Lauren Elizabeth selected by Gordon Dalton (2011)

Artist and writer Gordon Dalton profiles Lauren Elizabeth Jury's 'Dyfodiad' series of photographic works

Have you ever been so lost that you were bed-wettingly frightened? Where you thought that the earth may open up with razor fangs and swallow you down in two bloodstained chunks? So lost in fact, that you thought you may never see another human face again and your only friends would be the birds and the trees and the wind that blows through them?

Maybe that isn’t so unappealing, maybe you find it attractive? After all, one person’s hell is another one’s heaven. Maybe it sounds like the purist escape from the modern world. Maybe it sounds like purgatory. Even in one’s own purgatory, there is the hope of redemption, of purifaction, of finding a higher state of consciousness, of peace with one’s self.

Lauren Elizabeth Jury’s photographic series, Dyfodiad, shows a little girl lost in the woods. The eerie side of nursery rhymes haunts the pictures, although it’s not a little girl at all, but the diminutive artist herself, clad in a red jacket. Those cursed nursery rhymes persist, although now they are twinned with the grotesque of a masked assailant point of view from any number of horror films. The red jacketed girl would be hard to shake off connotations with Don’t Look Now (Nicolas Roeg, 1973), especially with all that atmospheric fog of loneliness and grief that blurs the edges. The wintry cold landscapes also bring to mind another of Julie Christie’s famous films, Dr Zhivago (David Lean, 1965), which also has its fair share of loneliness, longing and looking for a certain someone.

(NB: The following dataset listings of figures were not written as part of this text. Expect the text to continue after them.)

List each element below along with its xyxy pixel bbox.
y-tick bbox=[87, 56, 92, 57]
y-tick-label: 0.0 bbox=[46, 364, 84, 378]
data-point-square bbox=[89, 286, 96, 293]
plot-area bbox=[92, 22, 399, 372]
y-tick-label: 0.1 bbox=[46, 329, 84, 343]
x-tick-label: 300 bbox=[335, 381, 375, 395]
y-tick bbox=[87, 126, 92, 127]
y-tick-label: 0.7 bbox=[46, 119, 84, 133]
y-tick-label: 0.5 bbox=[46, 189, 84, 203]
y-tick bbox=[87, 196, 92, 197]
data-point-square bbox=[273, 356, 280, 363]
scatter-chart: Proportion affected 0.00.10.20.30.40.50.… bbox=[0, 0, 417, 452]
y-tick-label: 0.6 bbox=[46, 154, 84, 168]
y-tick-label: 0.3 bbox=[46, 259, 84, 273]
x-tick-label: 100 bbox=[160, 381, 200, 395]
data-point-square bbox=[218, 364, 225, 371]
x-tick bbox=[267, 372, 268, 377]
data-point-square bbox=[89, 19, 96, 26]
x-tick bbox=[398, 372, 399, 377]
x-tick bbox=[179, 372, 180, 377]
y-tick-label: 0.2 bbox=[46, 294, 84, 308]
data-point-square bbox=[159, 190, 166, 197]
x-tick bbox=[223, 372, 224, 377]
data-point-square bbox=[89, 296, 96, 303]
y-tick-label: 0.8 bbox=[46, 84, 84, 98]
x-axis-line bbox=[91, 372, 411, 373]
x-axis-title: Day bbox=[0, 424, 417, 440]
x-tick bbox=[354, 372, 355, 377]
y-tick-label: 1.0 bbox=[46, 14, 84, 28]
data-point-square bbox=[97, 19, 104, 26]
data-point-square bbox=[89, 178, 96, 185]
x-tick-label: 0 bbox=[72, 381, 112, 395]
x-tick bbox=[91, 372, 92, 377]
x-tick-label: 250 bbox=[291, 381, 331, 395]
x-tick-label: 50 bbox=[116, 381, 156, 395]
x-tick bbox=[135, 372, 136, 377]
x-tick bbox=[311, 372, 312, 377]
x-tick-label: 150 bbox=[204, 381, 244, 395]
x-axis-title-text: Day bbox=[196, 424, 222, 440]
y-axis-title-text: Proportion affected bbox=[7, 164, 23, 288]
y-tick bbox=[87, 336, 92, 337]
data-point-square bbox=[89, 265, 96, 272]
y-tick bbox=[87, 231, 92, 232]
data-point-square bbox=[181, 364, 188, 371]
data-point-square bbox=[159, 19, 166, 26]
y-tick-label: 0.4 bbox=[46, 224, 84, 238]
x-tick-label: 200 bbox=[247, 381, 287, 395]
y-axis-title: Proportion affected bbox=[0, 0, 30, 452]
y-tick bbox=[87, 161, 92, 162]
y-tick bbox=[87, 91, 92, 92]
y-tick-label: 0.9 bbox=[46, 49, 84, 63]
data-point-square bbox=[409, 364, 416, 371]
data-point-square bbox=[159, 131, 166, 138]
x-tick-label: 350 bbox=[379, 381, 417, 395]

In Dyfodiad, the artist searches for something, someone, hoping to become even further lost in the landscape so she can find a grain of truth of an answer. So what’s the question? The bleak isolation of the pictures makes them ambiguous and open to many interpretations. I hope she’s thinking ‘how do I make sense of all this, this natural beauty?’ Where is my place in all this? Pretty universal questions I agree, but in the chaotic confusion of everyday life, ones that we should never be too embarrassed to ask.

Jury’s photographs offer a space for reflection and peace, with those nursery rhymes and horror stories always in the back of your mind to keep you on your toes. After all, if you want to find yourself, go get lost in the woods today. Just watch out for that Teddy Bear’s picnic.

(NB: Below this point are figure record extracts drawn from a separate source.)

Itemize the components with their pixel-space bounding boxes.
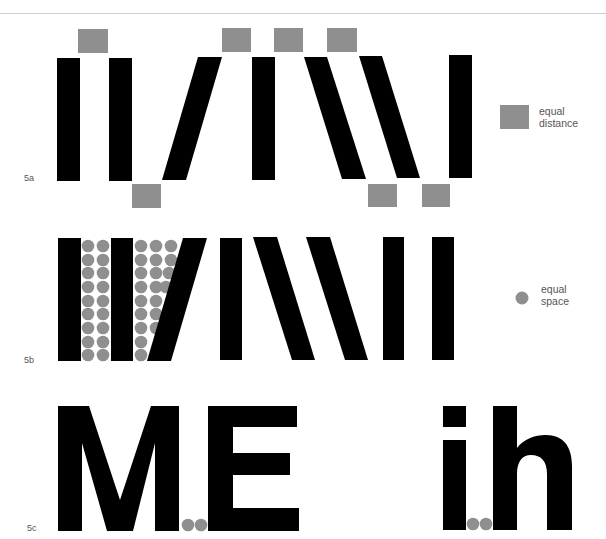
slash-stroke — [162, 57, 222, 180]
gray-square-icon — [500, 105, 529, 129]
vertical-stroke — [58, 238, 81, 361]
dot-column — [135, 240, 148, 362]
backslash-stroke — [253, 237, 315, 360]
gray-square-icon — [78, 29, 108, 53]
vertical-stroke — [432, 237, 454, 360]
vertical-stroke — [449, 55, 472, 178]
spacing-diagram: 5a equal distance — [0, 0, 606, 539]
dot-column — [97, 240, 110, 362]
gray-dot-icon — [480, 518, 493, 531]
gray-dot-icon — [516, 292, 529, 305]
gray-square-icon — [222, 28, 251, 52]
letter-i-stem — [443, 440, 466, 530]
gray-dot-icon — [182, 519, 195, 532]
legend-text: space — [541, 295, 569, 307]
stroke-set-5a — [57, 55, 472, 181]
vertical-stroke — [109, 58, 132, 181]
gray-dot-icon — [467, 518, 480, 531]
backslash-stroke — [304, 57, 366, 179]
gray-square-icon — [132, 184, 161, 208]
stroke-set-5b — [58, 237, 454, 361]
gray-square-icon — [422, 184, 450, 207]
letterforms — [58, 406, 572, 531]
backslash-stroke — [359, 56, 420, 178]
gray-square-icon — [327, 28, 357, 52]
letter-h — [493, 406, 572, 530]
gray-square-icon — [274, 28, 303, 52]
figure-label: 5a — [24, 173, 34, 183]
legend-text: equal — [541, 283, 567, 295]
gray-square-icon — [368, 184, 397, 207]
gray-dot-icon — [195, 519, 208, 532]
letter-m — [58, 406, 179, 531]
letter-i-dot — [443, 406, 466, 427]
legend-text: distance — [539, 117, 578, 129]
vertical-stroke — [220, 238, 242, 360]
vertical-stroke — [383, 237, 404, 360]
letter-e — [208, 406, 299, 531]
figure-5c: 5c — [27, 406, 572, 533]
vertical-stroke — [111, 238, 133, 361]
figure-5b: 5b equal space — [24, 237, 569, 365]
vertical-stroke — [57, 58, 80, 181]
legend-text: equal — [539, 105, 565, 117]
vertical-stroke — [252, 57, 275, 180]
dot-column — [82, 240, 95, 362]
figure-label: 5c — [27, 523, 37, 533]
backslash-stroke — [306, 237, 368, 360]
figure-5a: 5a equal distance — [24, 28, 578, 208]
figure-label: 5b — [24, 355, 34, 365]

Gordon Dalton, January 2011

About Lauren Elizabeth

Lauren Elizabeth Jury is a photographic artist and curator based in Cardiff. She studied BA (Hons) Photographic Art at the University of Wales, Newport (2005-2008) and in 2008 was selected by Source Magazine for ‘Outstanding Work’ for the Dyfodiad series and shortlisted for the Online Portfolio Award (Bobs Books). She is currently Visual Arts Officer at Chapter, Cardiff.

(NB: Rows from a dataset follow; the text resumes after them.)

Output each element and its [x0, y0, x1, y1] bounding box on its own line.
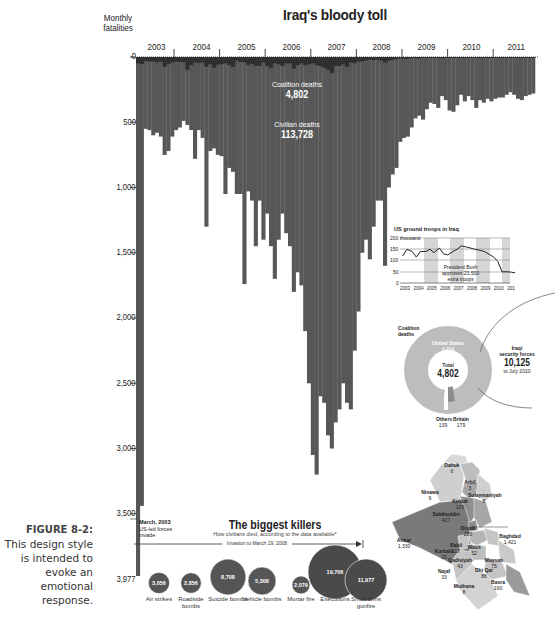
donut-us-label: United States 4,484 [426, 340, 470, 352]
map-region-label: Dahuk6 [436, 462, 468, 474]
isf-note: to July 2010 [494, 368, 540, 374]
donut-title: Coalition deaths [398, 325, 419, 337]
map-region-label: Salahuddin427 [430, 511, 462, 523]
others-value: 139 [436, 422, 450, 428]
map-region-label: Kirkuk106 [444, 498, 476, 510]
map-region-label: Muthana8 [448, 583, 480, 595]
britain-value: 179 [452, 422, 470, 428]
donut-others-label: Others 139 [436, 416, 450, 428]
isf-value: 10,125 [497, 357, 536, 368]
map-region-label: Diyala280 [452, 525, 484, 537]
map-region-label: Arbil3 [454, 479, 486, 491]
total-value: 4,802 [434, 368, 461, 379]
map-region-label: Najaf33 [428, 568, 460, 580]
map-region-label: Dhi Qar88 [468, 567, 500, 579]
donut-britain-label: Britain 179 [452, 416, 470, 428]
map-region-label: Ninawa9 [414, 489, 446, 501]
iraqi-security-forces: Iraqi security forces 10,125 to July 201… [494, 345, 540, 374]
us-value: 4,484 [426, 346, 470, 352]
donut-center: Total 4,802 [432, 362, 464, 379]
map-region-label: Basra190 [482, 579, 514, 591]
map-region-label: Anbar1,330 [388, 537, 420, 549]
donut-title-line2: deaths [398, 331, 419, 337]
map-region-label: Baghdad1,421 [494, 533, 526, 545]
map-region-label: Wasit52 [458, 544, 490, 556]
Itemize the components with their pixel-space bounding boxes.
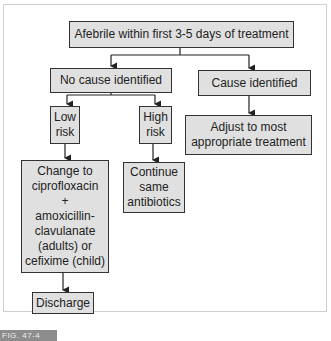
- high-risk-label: High risk: [143, 110, 168, 140]
- no-cause-label: No cause identified: [60, 73, 162, 88]
- cause-label: Cause identified: [211, 76, 297, 91]
- continue-label: Continue same antibiotics: [127, 165, 180, 210]
- figure-caption: FIG. 47-4: [0, 330, 57, 341]
- cause-box: Cause identified: [198, 70, 311, 96]
- adjust-label: Adjust to most appropriate treatment: [191, 120, 306, 150]
- discharge-label: Discharge: [36, 296, 90, 311]
- low-risk-label: Low risk: [54, 110, 76, 140]
- low-risk-box: Low risk: [50, 106, 80, 144]
- root-label: Afebrile within first 3-5 days of treatm…: [74, 27, 288, 42]
- discharge-box: Discharge: [32, 292, 94, 314]
- continue-box: Continue same antibiotics: [123, 162, 185, 213]
- no-cause-box: No cause identified: [50, 68, 172, 93]
- adjust-box: Adjust to most appropriate treatment: [185, 115, 312, 155]
- high-risk-box: High risk: [139, 106, 172, 144]
- change-label: Change to ciprofloxacin + amoxicillin- c…: [25, 164, 105, 269]
- root-box: Afebrile within first 3-5 days of treatm…: [69, 21, 294, 48]
- change-box: Change to ciprofloxacin + amoxicillin- c…: [21, 160, 109, 273]
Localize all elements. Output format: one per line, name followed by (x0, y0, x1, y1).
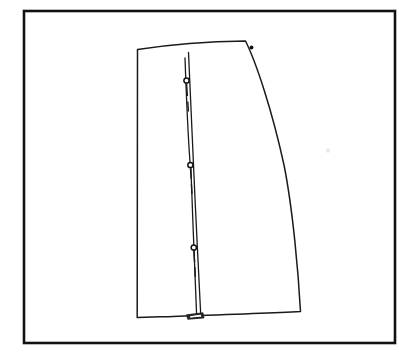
button-top (184, 78, 189, 83)
dash-bottom (195, 267, 196, 277)
line-drawing-canvas: Skirt garment technical line drawing Bla… (0, 0, 399, 355)
dash-middle (191, 185, 192, 195)
dash-top (188, 102, 189, 112)
paper-speck (326, 148, 330, 152)
border-frame (24, 11, 395, 343)
stitch-top (187, 84, 188, 96)
stitch-bottom (194, 251, 195, 262)
shoulder-point-dot (250, 46, 254, 50)
stitch-middle (191, 169, 192, 180)
button-middle (188, 162, 193, 167)
button-bottom (191, 245, 196, 250)
figure-container: Skirt garment technical line drawing Bla… (0, 0, 399, 355)
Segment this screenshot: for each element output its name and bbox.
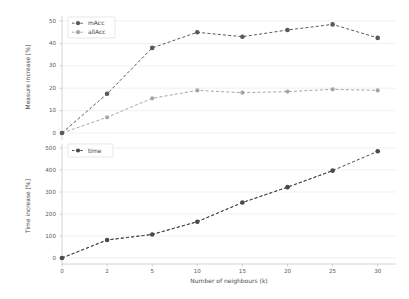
bottom-gridlines [62,148,396,258]
legend-label-mAcc: mAcc [88,19,104,26]
xtick-label-2: 2 [105,268,109,274]
top-ytick-label-50: 50 [49,18,57,24]
xtick-label-5: 5 [150,268,154,274]
legend-label-time: time [88,147,102,154]
top-ytick-label-0: 0 [52,130,56,136]
bottom-ytick-label-0: 0 [52,255,56,261]
xtick-label-30: 30 [374,268,382,274]
bottom-y-axis-title: Time increase [%] [24,179,31,234]
top-ytick-label-40: 40 [49,40,57,46]
top-ytick-label-10: 10 [49,107,57,113]
bottom-ytick-label-100: 100 [45,233,56,239]
bottom-ytick-label-200: 200 [45,211,56,217]
series-time [60,149,380,260]
top-chart-panel: 50 40 30 20 10 0 Measure increase [%] [0,0,409,145]
figure-canvas: 50 40 30 20 10 0 Measure increase [%] [0,0,409,299]
legend-label-allAcc: allAcc [88,28,106,35]
xtick-label-20: 20 [284,268,292,274]
bottom-ytick-label-300: 300 [45,189,56,195]
bottom-legend[interactable]: time [68,144,113,157]
bottom-ytick-label-500: 500 [45,145,56,151]
xtick-label-15: 15 [239,268,247,274]
top-legend[interactable]: mAcc allAcc [68,17,115,38]
xtick-label-10: 10 [194,268,202,274]
top-ytick-label-30: 30 [49,62,57,68]
x-axis-title: Number of neighbours (k) [190,277,267,285]
legend-marker-allAcc [76,30,80,34]
xtick-label-25: 25 [329,268,337,274]
xtick-label-0: 0 [60,268,64,274]
bottom-chart-panel: 500 400 300 200 100 0 Time increase [%] … [0,140,409,299]
legend-marker-mAcc [76,21,80,25]
top-ytick-label-20: 20 [49,85,57,91]
legend-marker-time [76,148,80,152]
top-y-axis-title: Measure increase [%] [24,45,31,110]
bottom-ytick-label-400: 400 [45,167,56,173]
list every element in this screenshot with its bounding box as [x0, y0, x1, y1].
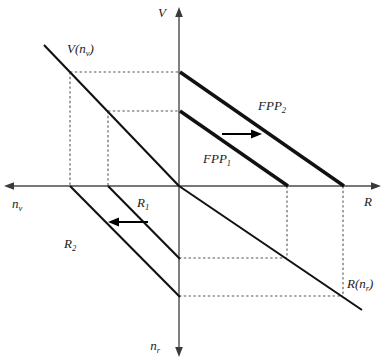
nr-axis-arrowhead: [175, 347, 183, 357]
label-nv-axis: nv: [12, 196, 23, 213]
curve-fpp1: [180, 111, 288, 186]
r-axis-arrowhead: [371, 182, 381, 190]
fpp-shift-arrow-head: [251, 130, 262, 139]
label-r1: R1: [136, 195, 149, 212]
label-nr-axis: nr: [150, 338, 161, 355]
labels-group: V R nv nr V(nv) FPP2: [12, 5, 373, 355]
shift-arrows-group: [108, 130, 262, 227]
label-r2: R2: [63, 236, 77, 253]
curve-v-function: [44, 45, 179, 186]
diagram-canvas: V R nv nr V(nv) FPP2: [0, 0, 388, 364]
guide-lines-group: [70, 72, 343, 296]
axes-group: [4, 7, 381, 357]
v-axis-arrowhead: [175, 7, 183, 17]
label-r-function: R(nr): [346, 276, 373, 293]
label-r-axis: R: [363, 194, 372, 209]
nv-axis-arrowhead: [4, 182, 14, 190]
curve-r-function: [179, 186, 362, 310]
label-v-axis: V: [158, 5, 168, 20]
label-fpp1: FPP1: [202, 151, 231, 168]
label-fpp2: FPP2: [257, 98, 287, 115]
label-v-function: V(nv): [67, 41, 94, 58]
curves-group: [44, 45, 362, 310]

Selected exhibitions include The Manchester Contemporary, selected group exhibition, Spinningfields, Manchester; Bystanding, selected group exhibition, g39, Cardiff; FOKUS Cardiff – Here We Are/Dyma Ni, selected group exhibition, Rathaus Stuttgart, Germany (all 2010); Unseen, selected group exhibition, Nottingham; Brink, Graduate exhibition, Caerleon Campus, UWN Newport (both 2008); Look Out, student exhibition, Tredegar House, Newport (2007).

About Gordon Dalton

Gordon Dalton is an artist, curator and writer based in Cardiff. Recent shows include exhibitions at Bank Art, Los Angeles; Galerie Skuc, Lubjiana and Keith Talent Gallery, London. Curated projects include public art works such as Olaf Breuning for Bristol City Council and Marjeta Potrc for Safle, Cardiff.

Dalton is Learning & Interpretation Manager for Glyn Vivian Art Gallery, Swansea and the co-director of Mermaid & Monster - a contemporary art agency based in Cardiff. He is currently writing his debut novel - The Art of Lying and Dying.

These biographies were written in (2011) as part of the Open Frequency programme. For the most current information, please visit:

Open Frequency (2004–2014)

This profile was part of Open Frequency, an Axis programme that highlighted emerging developments in contemporary art practice across the UK. Artists were selected and profiled by leading curators, artists, and writers, offering unique insights into the practices shaping contemporary art at the time. These archives remain a valuable resource for understanding the trajectory of some of the most exciting artists of the period.